With the old/original firmware on the drive, the drive would sleep too aggressively and not wake up in a timely fashion, resulting in the drive no longer found after sleep and requiring a reboot.
Updated firmware has addressed this issue.
However, these drives have shipped with the updated firmware for quite some time now (6 months? A year?) so although updating drive firmware is usually a good idea, if your drive is new it probably already has the new firmware.
Sounds interesting. It would depend on the raw firmware files being readily available and freely downloadable. As we see in the first post, these are currently available but WD has gone to great lengths to hide them. All they have to do is restructure their website, either as a matter of routine or a deliberate act, and we’ll have to go on a treasure hunt again.
They have stated they will not provide any assistance to Linux users and seem to be actively hostile to them by making things unnecessarily difficult and putting up barriers.
I don’t know, I’ve never tried it. If those firmware files in the first post of that thread will work with this tool then it should work.
If they’re in a format that this tool won’t recognize, if WD has made their drives to not work with this method (not unlikely given their arrogance around this) or if new firmare files are hidden/unavailable then no it won’t work.
This also involves some brave person trying this out and risking bricking their SSD. It would be great to use this tool but I’m not that brave.
Alright folks, I have a WD Blue, I think I’ve done all the steps above but I still get the “Firmware download failed - Binary Could Not Be Opened” - any ideas what I’m doing wrong?
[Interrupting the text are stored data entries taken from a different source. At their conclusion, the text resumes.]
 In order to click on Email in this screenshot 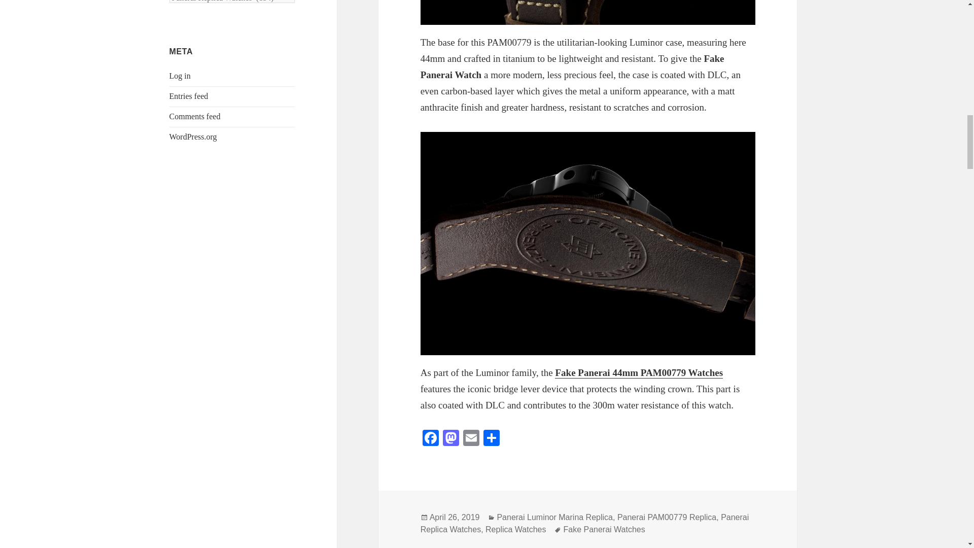, I will do `click(471, 439)`.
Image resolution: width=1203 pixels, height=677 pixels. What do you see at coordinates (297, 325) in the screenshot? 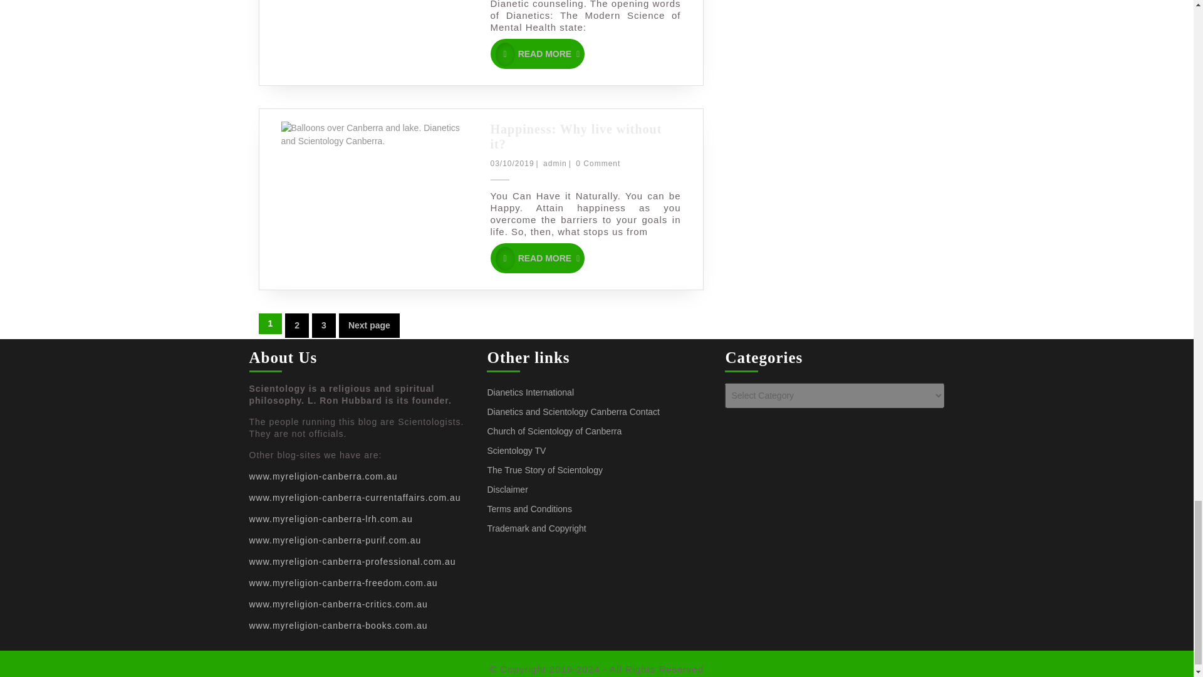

Judging from the version numbering scheme (but without deeper knowledge) to me it seems as if your drive exposes a firmware that is newer than the one you’re trying to install:
Thanks for the guide, as a side-note: you need to disable secure boot in order to run the usb-boot
Has anyone tried to extract the firmware from the fluf file? Then you could maybe update it via nvme cli or something like that. function inside the embedded-toolkit executable (inside rootfs.cpio.gz) seems to be yadl_nvme_linux_execute according to the log it creates.
I flashed/updated 1x WD BLACK SN770 500 GB + 1x WD BLACK SN770 1 TB and all succeeded very quickly.
I was wondering did you put all the files from Embeddedlinux.zip in the root of the usb and. formatted the usb with MBR/FAT32? I think that I first used GPT instead of MBR and that was not working.
Also you need to enter the firmware filename (731100WD.fluf must also be in the root of the usb stick) Inside the linux update tool
Keep in mind that in Linux filenames are Case-Sensitive, so it must match the correct file + casing.
You also might need to check the bios/uefi of your motherboard if the nvme ssd’s are using the correct (auto? m2?) settings to get detected.
edit: this isnt you ? SN750 Firmware .FLUF file urgently needed - WD SSD Drives & Software - WD Community (I think this user could just have looked at their ESP, uefi partition and cleaned up the firmware files and set windows as the next boot option. not sure if this is the case but https://www.easyuefi.com/ in windows would allow editing of the boot part. not even sure the firmware flasher would just flash a incompatible firmware )
This was perfect! Instructions were very detailed and it worked on the first try! Hopefully this will prevent my Framework from freezing on me. It’s only very recently that my laptop started freezing though, even though I’ve had it for over a year… I wonder if there was a Linux kernel update that wasn’t playing nice with the old firmware…?
@not_a_feature it never occurred to me that the fluf file is the direct firmware image that you can send via nvme …
I’ve made some updates to your script, some drives have more than onve firmware version available and you need to select which one you will upgrade to, I am guessing you can do some lookup with dependencies and look for the currently installed firmware rev and then decide to which version you should upgrade to and if it’s latest, but I only fixed it so I can upgrade my drive if I select the correct one
I also fixed some stuff shellcheck complained about.
Example of a disk with two firmwares available:
WD_BLACK SN850X 1000GB
and maybe some todos for anyone who wants to play around some more:
there are multiple firmware slots, maybe it would be a good idea to check which slot is supposed to be used for a new firmware ( nvme-fw-commit(1) — Arch manual pages )
My disk has two slots for example. Both are read/write so you should check which slot is running current firmware and update the other one.